I agree that the Zionist have won, and that fact is unlikely to change. Given that, and given the role that the U.S. played in creating this situation, I think that the U.S. should offer passage to the U.S. and citizenship here to all Palestinians who wish to avail of the offer. Of course, that is also unlikely, at least while Trump is in charge.

I agree that the demand that Palestinians forget their history is cruel, though let us not forget that the underlying cruelties are the dispossession and oppression that drove them from their homes and homeland. I agree as well that supporting Mondoweiss is a worthy action.

Beyond that, given U.S. complicity in those crimes and cruelties, it seems to me that there should be a tangible memorial and reminder on U.S. soil, something comparable to the Holocaust Museum in DC. After all, the U.S. did not perpetrate the Holocaust, or support it with our financial, diplomatic and military aid. Instead, the U.S. mobilized all its resources in a total war against the perpetrators.

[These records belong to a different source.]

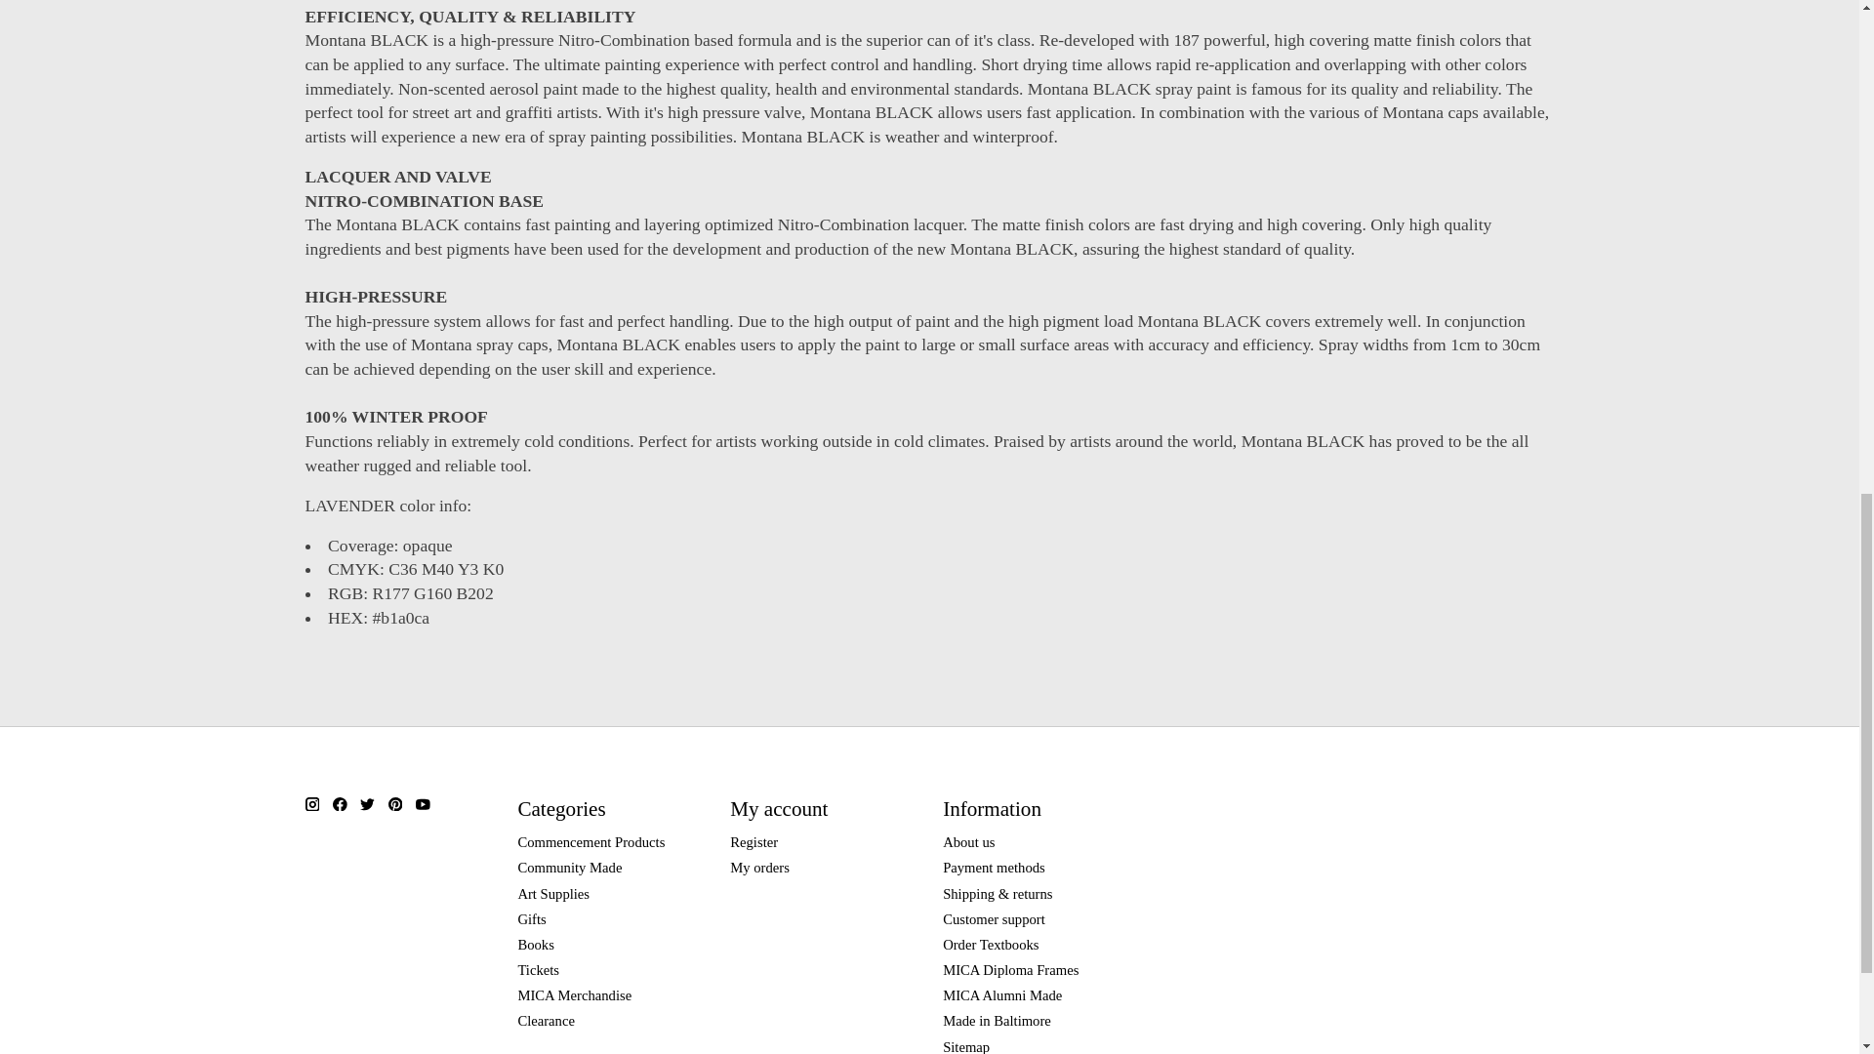  Describe the element at coordinates (965, 1046) in the screenshot. I see `Sitemap` at that location.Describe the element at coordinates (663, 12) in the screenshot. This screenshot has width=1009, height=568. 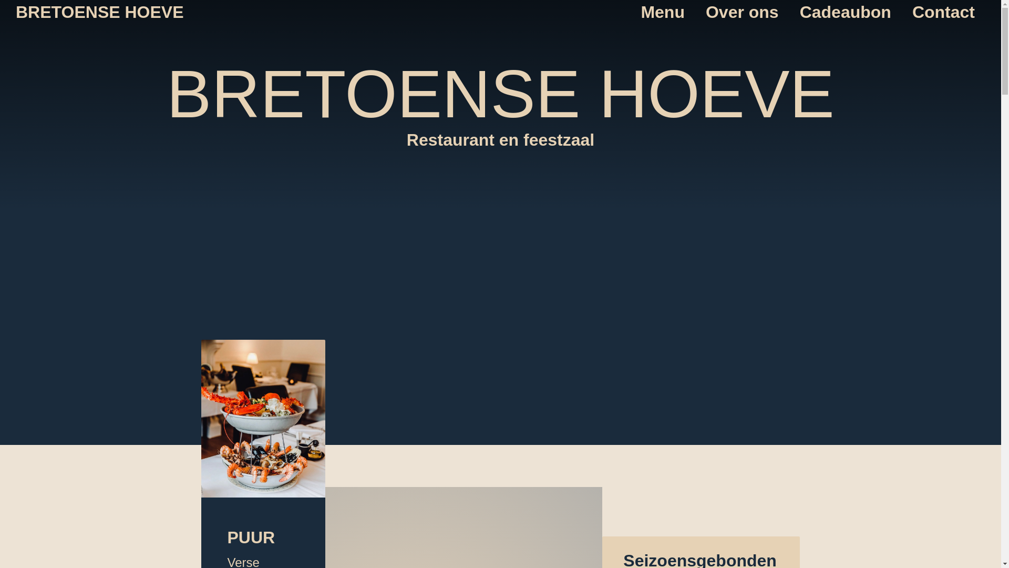
I see `Menu` at that location.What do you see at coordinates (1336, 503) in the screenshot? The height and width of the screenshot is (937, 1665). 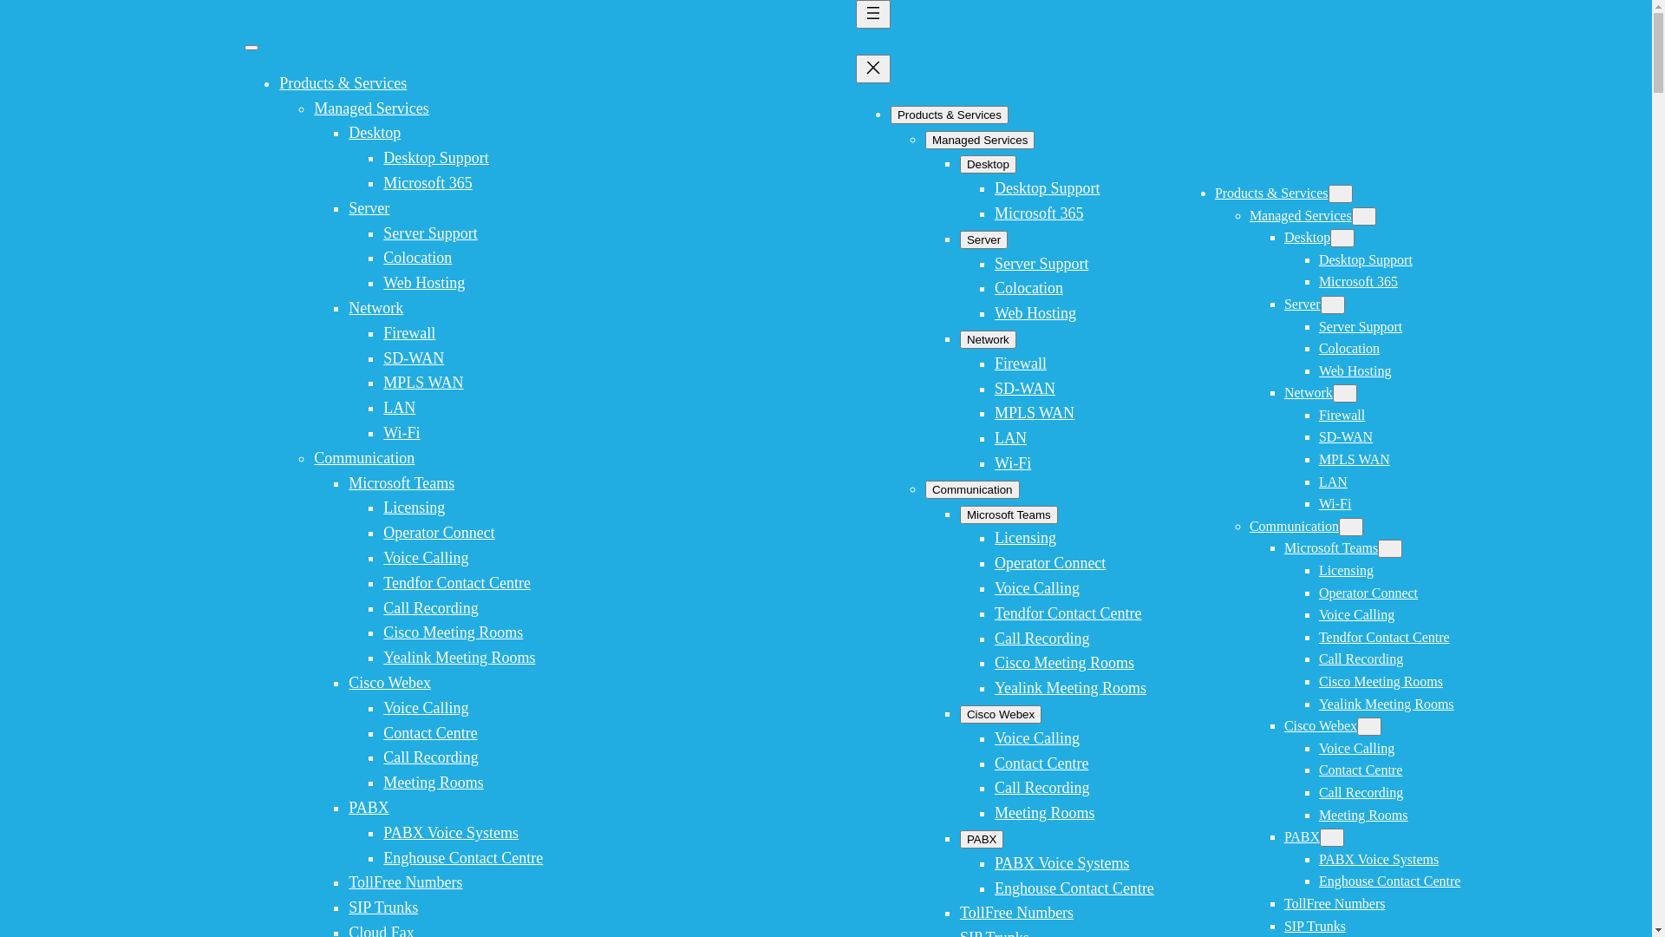 I see `Wi-Fi` at bounding box center [1336, 503].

On the other hand, we did help, in many ways, in the ethnic cleansing of Palestine. That is all the more reason for there to be a lasting, visible reminder in a prominent place on U.S. soil. I’d support such a museum, but I don’t know of one. Is there something similar in the U.S.?

Maybe the NYT will eventually shaft Israel and abandon Zionism.
But for that to happen all the truth will be required.

https://www.nytimes.com/2018/07/26/opinion/israel-law-jewish-democracy-apartheid-palestinian.html

Mr Boehm writes that “of the 11.8 million people who live in Israel and the west Bank, roughly 56% are Jewish and 40% are Arab
That would imply 6.6 m Zionists and 4.7 m Palestinians. Still a Zionist majority.
But Gaza was left out. Gaza has 2m Palestinians.
Now it looks different. 6.6m Zionists and 6.7 m Palestinians.

The NYT has a long way to go before it can look justice in the eye.